Exercise brief: Among the entries below, only the lines starting at the one with "The height and" and ending at the one with "Find the location of a particular element.", both included, are to be printed exactly.

Records provided:
--- START ---

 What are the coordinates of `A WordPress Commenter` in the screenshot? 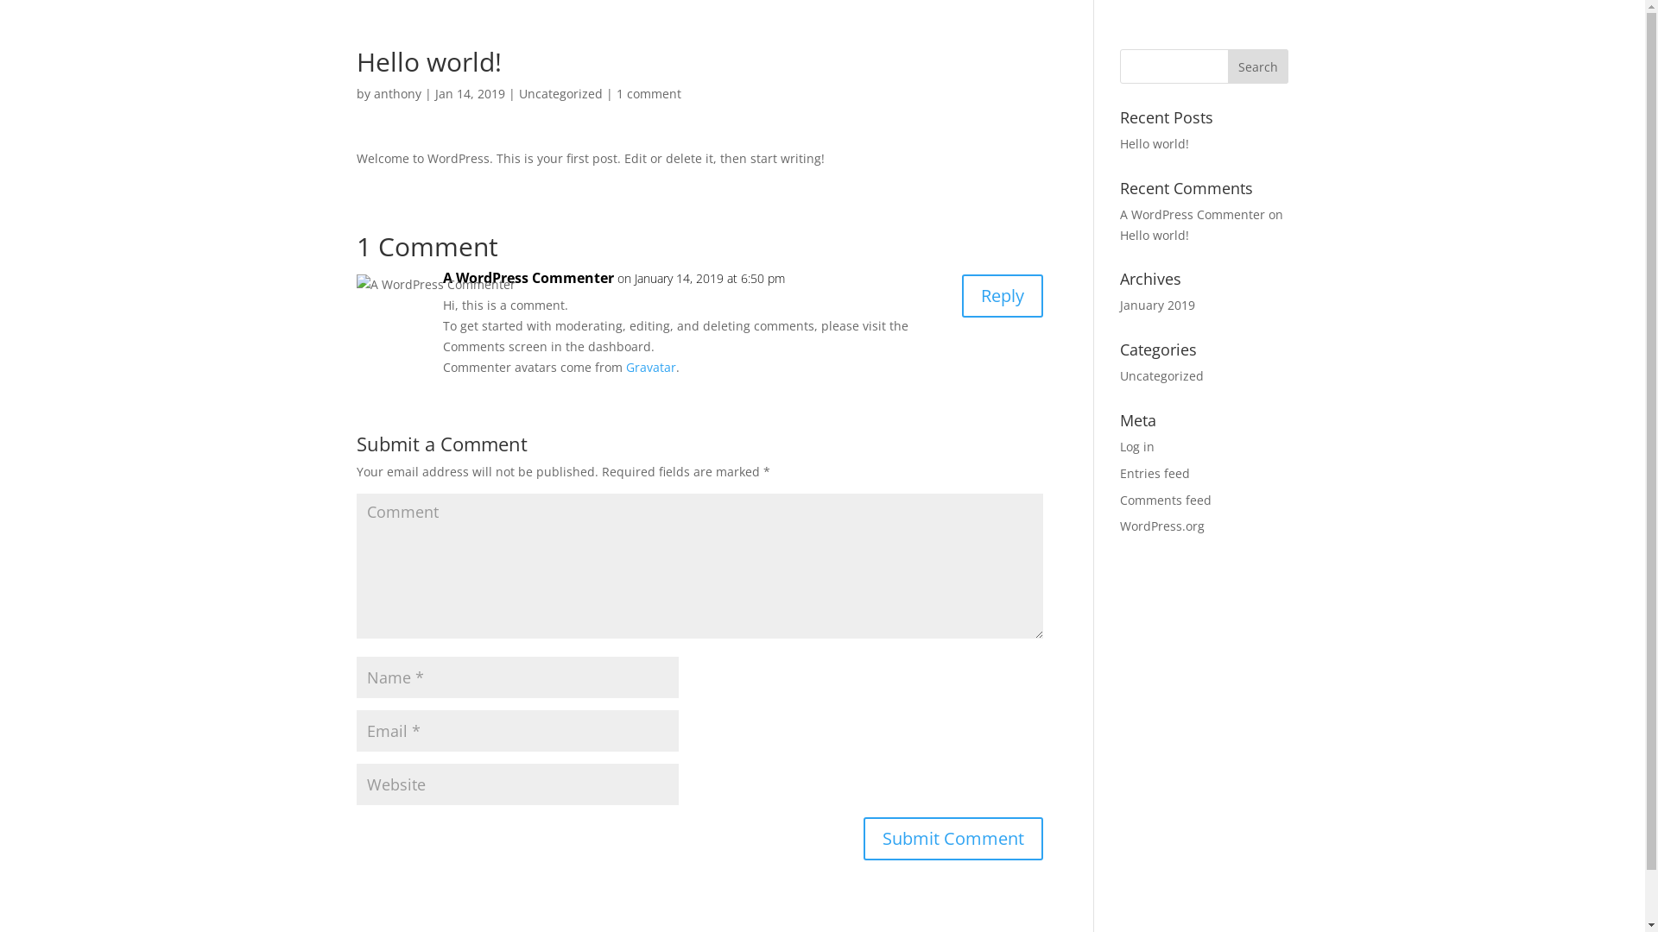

--- END ---
--- START ---

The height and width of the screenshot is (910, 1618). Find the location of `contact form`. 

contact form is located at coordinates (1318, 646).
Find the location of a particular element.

--- END ---
--- START ---

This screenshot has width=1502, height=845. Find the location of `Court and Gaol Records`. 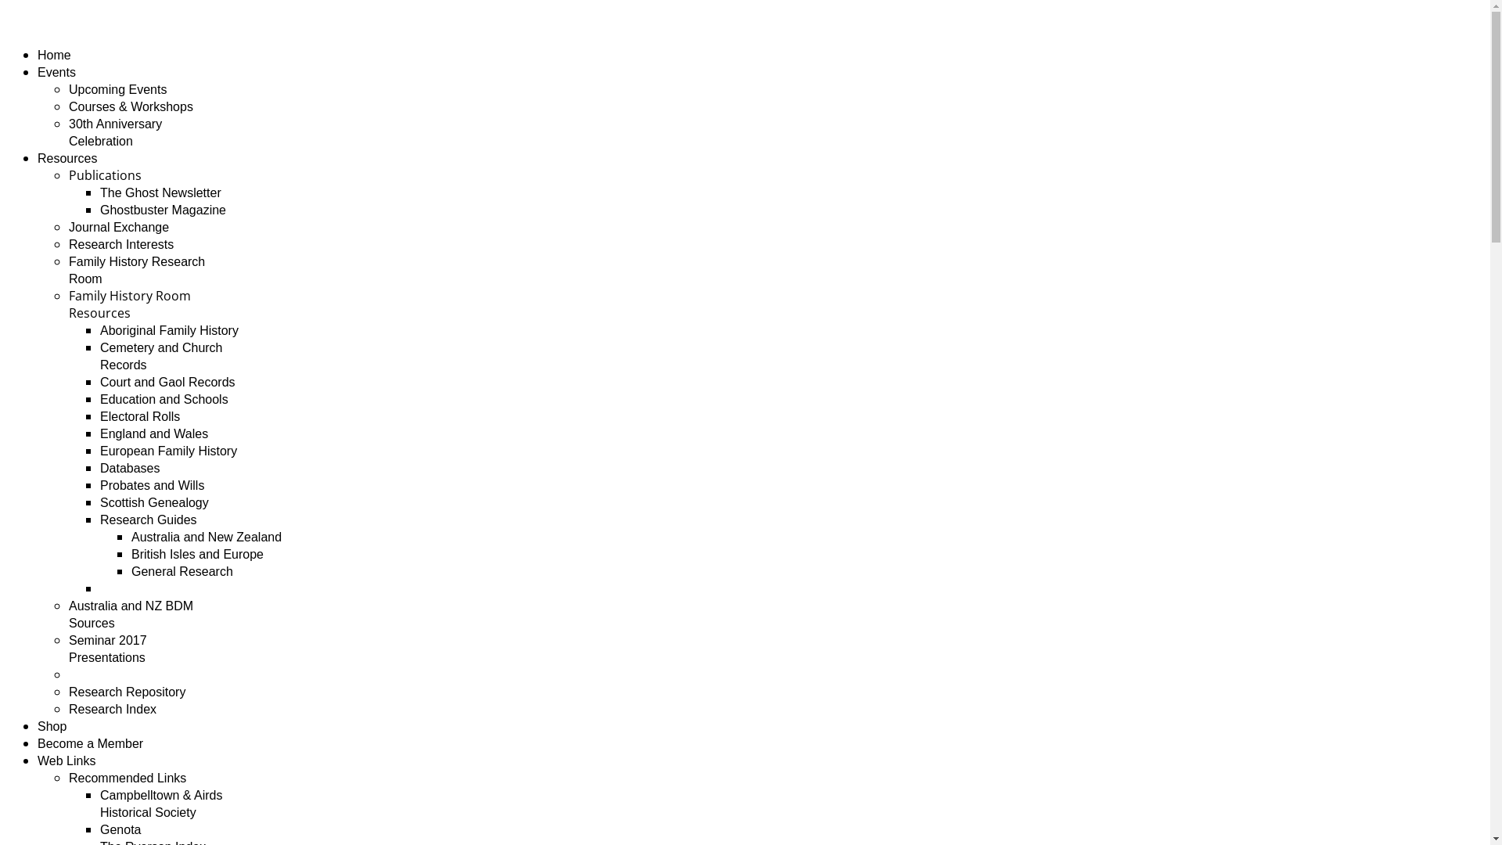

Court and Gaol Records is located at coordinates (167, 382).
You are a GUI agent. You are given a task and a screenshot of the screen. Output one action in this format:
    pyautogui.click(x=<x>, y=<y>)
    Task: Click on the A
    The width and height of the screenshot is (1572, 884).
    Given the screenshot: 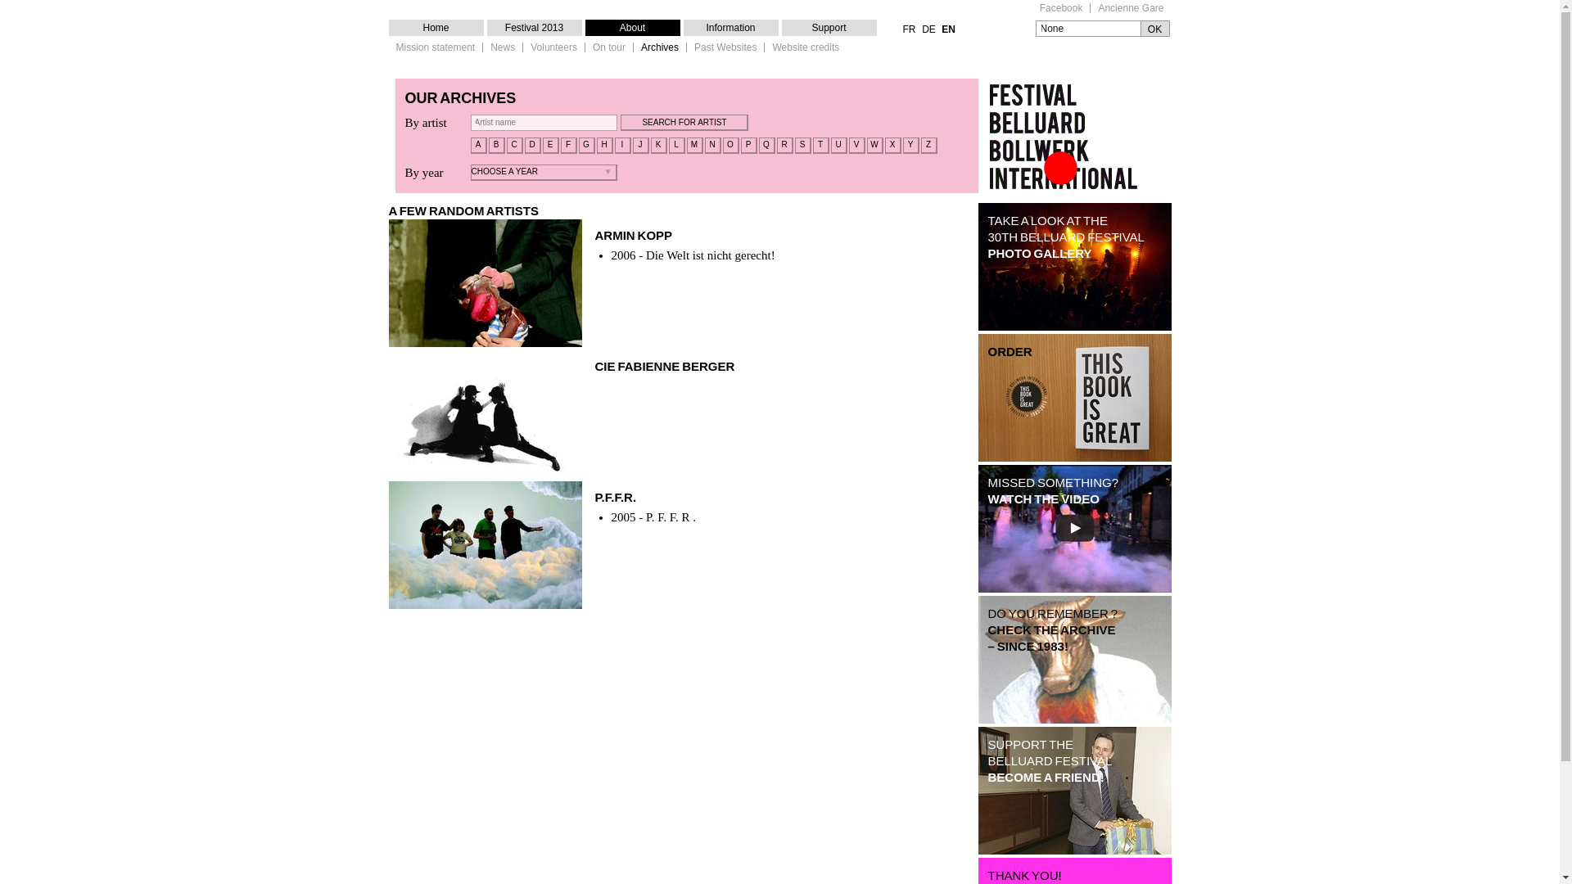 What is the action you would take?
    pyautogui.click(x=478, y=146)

--- END ---

Answer:
The height and width of the screenshot is (910, 1618). Find the location of `contact form`. 

contact form is located at coordinates (1318, 646).
Find the location of a particular element.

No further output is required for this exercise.